Hi there everyone!
I am currently working on a paper in which I compare the histone H1 protein sequence of the polar bear and the house mouse, yet one major problem I am having is finding a suitable independent variable, i.e. my experiment is too simplistic. I would like to have something along the lines of the dependent variable being the sequence similarity calculated by a program like BLASTP, and so I was wondering if you all could give me any tips?
Right now I'm thinking along the lines of time since common ancestor divergence (meaning that I would probably add more species for different points of diversion in time), but I'm open for all ideas, options and suggestions!
Thanks in advance! Minas
See this Nar article:
H1 histones: current perspectives and challenges
Sean W. Harshman Nicolas L. Young Mark R. Parthun Michael A. Freitas
https://academic.oup.com/nar/article/41/21/9593/1267376
"Eukaryotes also differ in the number of histone H1 variants present. H. sapiens and Mus musculus both have 11 distinct
variants, whereas Caenorhabditis elegans has eight and Xenopus laevis has five (ref.59)."
Who knows, Xenopus laevis looks distant enough to become an outgroup, isn't it?
More mammalian histone H1 would be helpful.
Reference 59 in that article above is not free to me, but probably is useful as well.
"The histone H1 family: specific members, specific functions?"
Annalisa Izzo, Kinga Kamieniarz, Robert Schneider
https://www.degruyter.com/view/j/bchm.2008.389.issue-4/bc.2008.037/bc.2008.037.xml
The following one is a very recent article:
https://www.ncbi.nlm.nih.gov/pmc/articles/PMC6037678/
"Dynamic placement of the linker histone H1 associated with nucleosome arrangement and gene transcription in early
Drosophila embryonic development"
but Drosophila or Yeast are probably too far in your case.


* Task: Set each line of the records down again exactly, please.

* Given data:
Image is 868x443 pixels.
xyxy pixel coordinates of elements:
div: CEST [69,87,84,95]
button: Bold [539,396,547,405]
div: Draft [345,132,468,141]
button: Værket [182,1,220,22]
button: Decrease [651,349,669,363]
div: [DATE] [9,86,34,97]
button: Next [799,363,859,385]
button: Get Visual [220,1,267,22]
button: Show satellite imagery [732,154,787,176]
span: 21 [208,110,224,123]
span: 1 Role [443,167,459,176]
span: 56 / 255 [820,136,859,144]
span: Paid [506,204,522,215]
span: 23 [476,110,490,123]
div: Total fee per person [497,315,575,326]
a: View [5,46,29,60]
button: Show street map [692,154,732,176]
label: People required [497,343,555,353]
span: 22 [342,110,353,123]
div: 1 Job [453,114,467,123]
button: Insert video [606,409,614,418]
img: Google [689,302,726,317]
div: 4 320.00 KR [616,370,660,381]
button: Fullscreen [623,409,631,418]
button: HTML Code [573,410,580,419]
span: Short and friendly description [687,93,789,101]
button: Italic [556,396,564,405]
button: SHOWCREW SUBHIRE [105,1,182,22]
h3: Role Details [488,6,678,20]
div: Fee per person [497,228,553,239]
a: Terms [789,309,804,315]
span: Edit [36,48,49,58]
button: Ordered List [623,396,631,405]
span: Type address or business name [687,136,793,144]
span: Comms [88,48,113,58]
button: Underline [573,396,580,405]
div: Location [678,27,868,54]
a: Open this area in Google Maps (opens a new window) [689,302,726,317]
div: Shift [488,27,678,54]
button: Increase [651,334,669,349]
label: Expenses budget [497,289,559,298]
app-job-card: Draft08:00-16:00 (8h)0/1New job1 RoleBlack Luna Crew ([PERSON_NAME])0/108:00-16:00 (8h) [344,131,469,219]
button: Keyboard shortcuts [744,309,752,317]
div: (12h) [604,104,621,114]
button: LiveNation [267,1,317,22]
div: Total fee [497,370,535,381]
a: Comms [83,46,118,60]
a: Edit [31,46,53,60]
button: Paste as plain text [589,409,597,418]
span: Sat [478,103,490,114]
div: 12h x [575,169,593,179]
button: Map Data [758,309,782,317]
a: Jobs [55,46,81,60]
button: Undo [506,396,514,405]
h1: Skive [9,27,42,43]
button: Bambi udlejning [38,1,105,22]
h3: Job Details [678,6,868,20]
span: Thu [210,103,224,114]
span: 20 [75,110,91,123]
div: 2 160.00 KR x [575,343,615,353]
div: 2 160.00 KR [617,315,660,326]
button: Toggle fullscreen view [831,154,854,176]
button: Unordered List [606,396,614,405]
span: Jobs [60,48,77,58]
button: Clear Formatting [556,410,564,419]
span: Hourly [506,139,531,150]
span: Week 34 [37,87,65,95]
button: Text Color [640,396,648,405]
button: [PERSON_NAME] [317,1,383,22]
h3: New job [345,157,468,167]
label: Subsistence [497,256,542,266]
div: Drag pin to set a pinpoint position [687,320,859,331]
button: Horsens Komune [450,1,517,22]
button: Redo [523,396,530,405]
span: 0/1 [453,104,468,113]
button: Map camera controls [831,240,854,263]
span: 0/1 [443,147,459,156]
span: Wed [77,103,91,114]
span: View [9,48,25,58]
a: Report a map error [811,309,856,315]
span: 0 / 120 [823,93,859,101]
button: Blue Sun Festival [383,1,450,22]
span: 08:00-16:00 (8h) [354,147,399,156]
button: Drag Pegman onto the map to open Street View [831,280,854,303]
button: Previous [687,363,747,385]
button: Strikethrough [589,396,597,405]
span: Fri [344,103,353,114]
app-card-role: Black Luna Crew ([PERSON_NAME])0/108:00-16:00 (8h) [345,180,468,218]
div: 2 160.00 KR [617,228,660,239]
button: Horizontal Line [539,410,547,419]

* Solved problem:
Image is 868x443 pixels.
xyxy pixel coordinates of elements:
div: CEST [69,87,84,95]
button: Bold [539,396,547,405]
div: Draft [345,132,468,141]
button: Værket [182,1,220,22]
button: Decrease [651,349,669,363]
div: [DATE] [9,86,34,97]
button: Next [799,363,859,385]
button: Get Visual [220,1,267,22]
button: Show satellite imagery [732,154,787,176]
span: 21 [208,110,224,123]
span: 1 Role [443,167,459,176]
span: 56 / 255 [820,136,859,144]
span: Paid [506,204,522,215]
span: 23 [476,110,490,123]
div: Total fee per person [497,315,575,326]
a: View [5,46,29,60]
button: Show street map [692,154,732,176]
label: People required [497,343,555,353]
span: 22 [342,110,353,123]
div: 1 Job [453,114,467,123]
button: Insert video [606,409,614,418]
img: Google [689,302,726,317]
div: 4 320.00 KR [616,370,660,381]
button: Fullscreen [623,409,631,418]
button: HTML Code [573,410,580,419]
span: Short and friendly description [687,93,789,101]
button: Italic [556,396,564,405]
button: SHOWCREW SUBHIRE [105,1,182,22]
h3: Role Details [488,6,678,20]
div: Fee per person [497,228,553,239]
a: Terms [789,309,804,315]
span: Edit [36,48,49,58]
button: Ordered List [623,396,631,405]
span: Type address or business name [687,136,793,144]
span: Comms [88,48,113,58]
button: Underline [573,396,580,405]
div: Location [678,27,868,54]
a: Open this area in Google Maps (opens a new window) [689,302,726,317]
div: Shift [488,27,678,54]
button: Increase [651,334,669,349]
label: Expenses budget [497,289,559,298]
app-job-card: Draft08:00-16:00 (8h)0/1New job1 RoleBlack Luna Crew ([PERSON_NAME])0/108:00-16:00 (8h) [344,131,469,219]
button: Keyboard shortcuts [744,309,752,317]
div: (12h) [604,104,621,114]
button: LiveNation [267,1,317,22]
div: Total fee [497,370,535,381]
a: Comms [83,46,118,60]
a: Edit [31,46,53,60]
button: Paste as plain text [589,409,597,418]
span: Sat [478,103,490,114]
div: 12h x [575,169,593,179]
button: Map Data [758,309,782,317]
a: Jobs [55,46,81,60]
button: Undo [506,396,514,405]
h1: Skive [9,27,42,43]
button: Bambi udlejning [38,1,105,22]
h3: Job Details [678,6,868,20]
span: Thu [210,103,224,114]
span: 20 [75,110,91,123]
div: 2 160.00 KR x [575,343,615,353]
div: 2 160.00 KR [617,315,660,326]
button: Toggle fullscreen view [831,154,854,176]
button: Unordered List [606,396,614,405]
span: Jobs [60,48,77,58]
button: Clear Formatting [556,410,564,419]
span: Hourly [506,139,531,150]
span: Week 34 [37,87,65,95]
button: Text Color [640,396,648,405]
button: [PERSON_NAME] [317,1,383,22]
h3: New job [345,157,468,167]
label: Subsistence [497,256,542,266]
div: Drag pin to set a pinpoint position [687,320,859,331]
button: Horsens Komune [450,1,517,22]
button: Redo [523,396,530,405]
span: 0/1 [453,104,468,113]
button: Map camera controls [831,240,854,263]
span: 0/1 [443,147,459,156]
span: Wed [77,103,91,114]
span: View [9,48,25,58]
a: Report a map error [811,309,856,315]
span: 0 / 120 [823,93,859,101]
button: Blue Sun Festival [383,1,450,22]
span: 08:00-16:00 (8h) [354,147,399,156]
button: Drag Pegman onto the map to open Street View [831,280,854,303]
button: Previous [687,363,747,385]
button: Strikethrough [589,396,597,405]
span: Fri [344,103,353,114]
app-card-role: Black Luna Crew ([PERSON_NAME])0/108:00-16:00 (8h) [345,180,468,218]
div: 2 160.00 KR [617,228,660,239]
button: Horizontal Line [539,410,547,419]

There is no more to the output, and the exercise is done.